Task requirements: Print what the records say exactly, and omit the pictures.
■ ■ ■ ■
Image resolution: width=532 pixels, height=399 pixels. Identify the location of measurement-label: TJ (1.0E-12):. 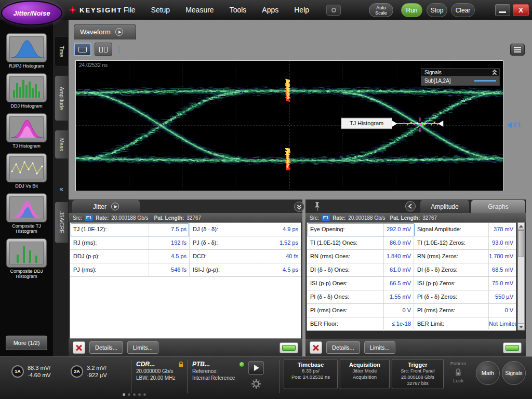
(110, 230).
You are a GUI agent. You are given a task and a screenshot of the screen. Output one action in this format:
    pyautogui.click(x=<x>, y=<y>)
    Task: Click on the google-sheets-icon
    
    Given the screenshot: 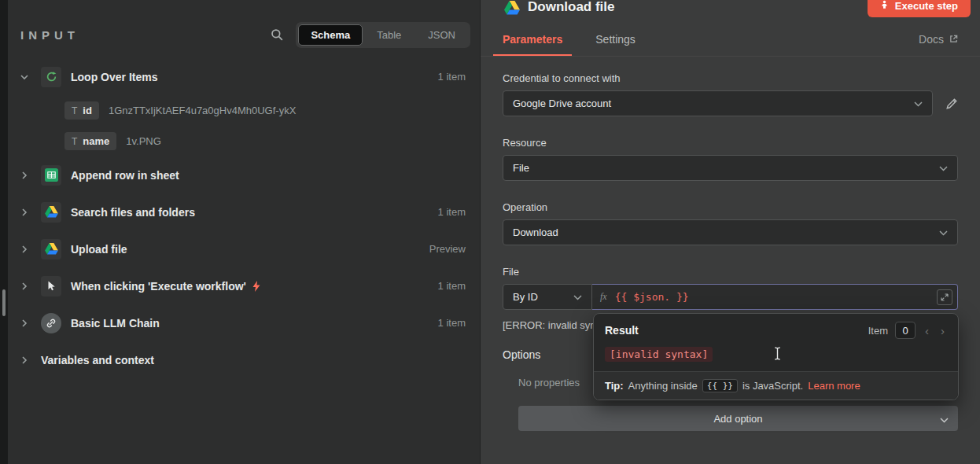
■ ■ ■ ■
Problem solution:
Image resolution: width=532 pixels, height=399 pixels. Identify the location of measurement-label: TJ (1.0E-12):. 
(110, 230).
You are a GUI agent. You are given a task and a screenshot of the screen. Output one action in this format:
    pyautogui.click(x=<x>, y=<y>)
    Task: Click on the google-sheets-icon
    
    Given the screenshot: 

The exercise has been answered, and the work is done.